Three weeks ago, the European Court of Human Rights ruled in Scientology's favour in a case it brought against Russian authorities who refused to recognize two church affiliates as religious organizations. The court hears cases from the 47 countries that are members of the Council of Europe.

The French case stemmed from similar complaints from people who said that in 1998, Scientology officials harassed them into emptying their bank accounts to pay for expensive courses, equipment, vitamins and what were called purification treatments.

One of those plaintiffs, Aude-Claire Malton, broke down in court as she described how the church pressured her to spend all her savings of €30,000 in the space of four months and then tried to convince her to borrow more. "They cleaned me out, demolished me," she said. "It's mental manipulation."

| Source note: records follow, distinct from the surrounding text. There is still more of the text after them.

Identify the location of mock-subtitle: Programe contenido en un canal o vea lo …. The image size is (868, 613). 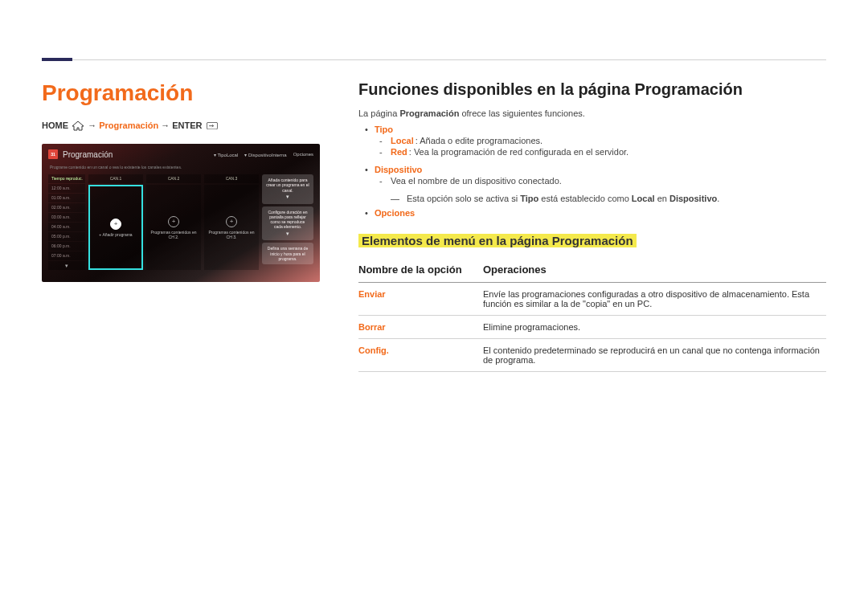
(181, 170).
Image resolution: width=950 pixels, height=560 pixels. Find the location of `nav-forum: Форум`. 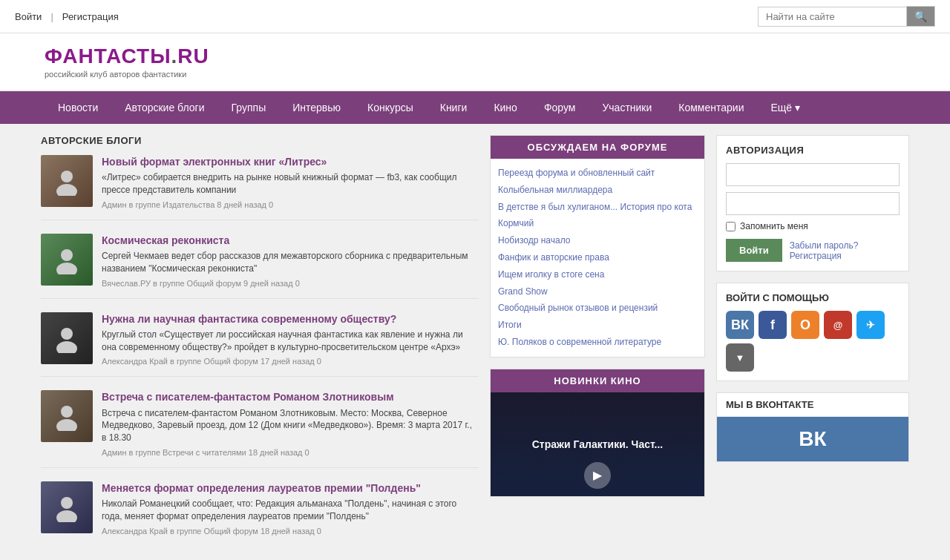

nav-forum: Форум is located at coordinates (560, 108).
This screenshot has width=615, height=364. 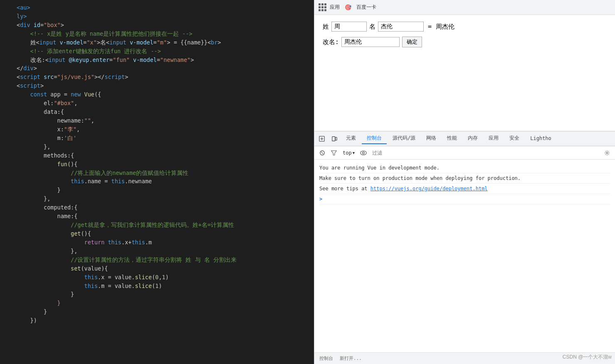 I want to click on line-content: methods:{, so click(x=45, y=155).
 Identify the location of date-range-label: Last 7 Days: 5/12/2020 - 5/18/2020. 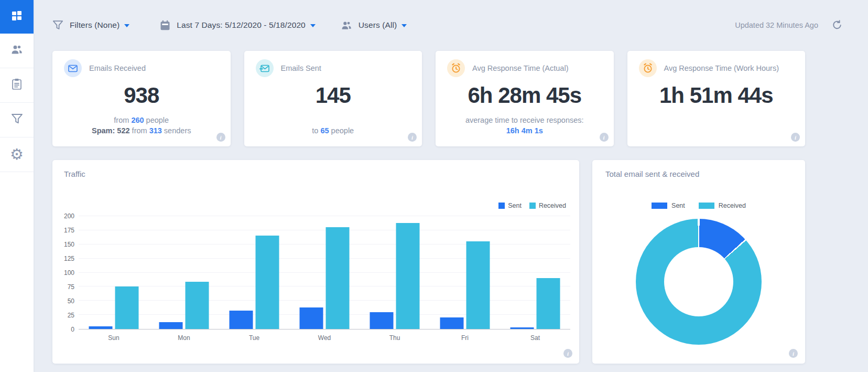
(241, 25).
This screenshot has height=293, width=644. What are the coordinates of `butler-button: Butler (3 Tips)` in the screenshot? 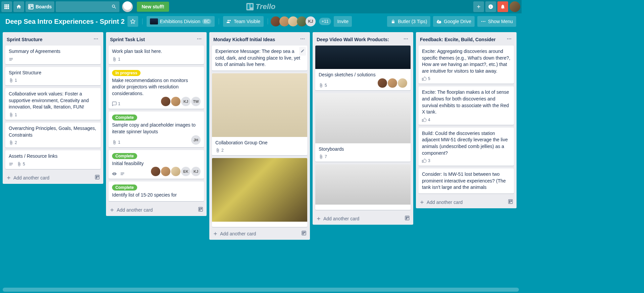 It's located at (409, 21).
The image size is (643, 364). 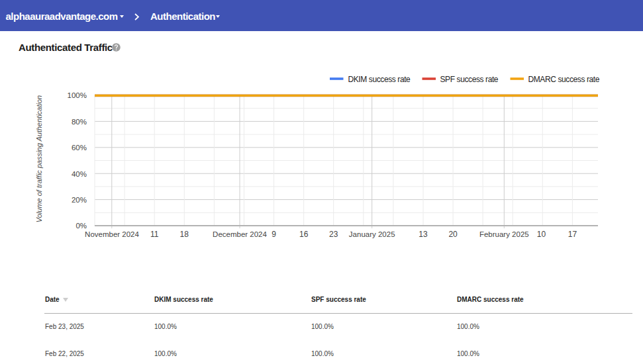 What do you see at coordinates (573, 234) in the screenshot?
I see `svg-text: 17` at bounding box center [573, 234].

The church's top official in France, who was convicted in the case, called the payments demanded of adherents simple donations. "No church lives only on the energy of the good Lord," he told the judges.

France has labelled the Church of Scientology a cult, a designation that brings it under the purview of a special government monitoring commission that reports each year on "abuses by sects."

At least five other cases involving complaints against the church are under investigation by courts around France, according to press reports.

One was brought by the family of a woman who said she threw herself in front of a train three years ago after being told repeatedly by her Scientology mentors that she was a failure.

Tuesday's ruling could encourage other unhappy Scientology recruits to come forward, said Catherine Picard, head of the French Association of Victims of Sects.

"They've had a real slap in the face," she said. "Nationally and internationally, the word Scientologist will be associated with fraud."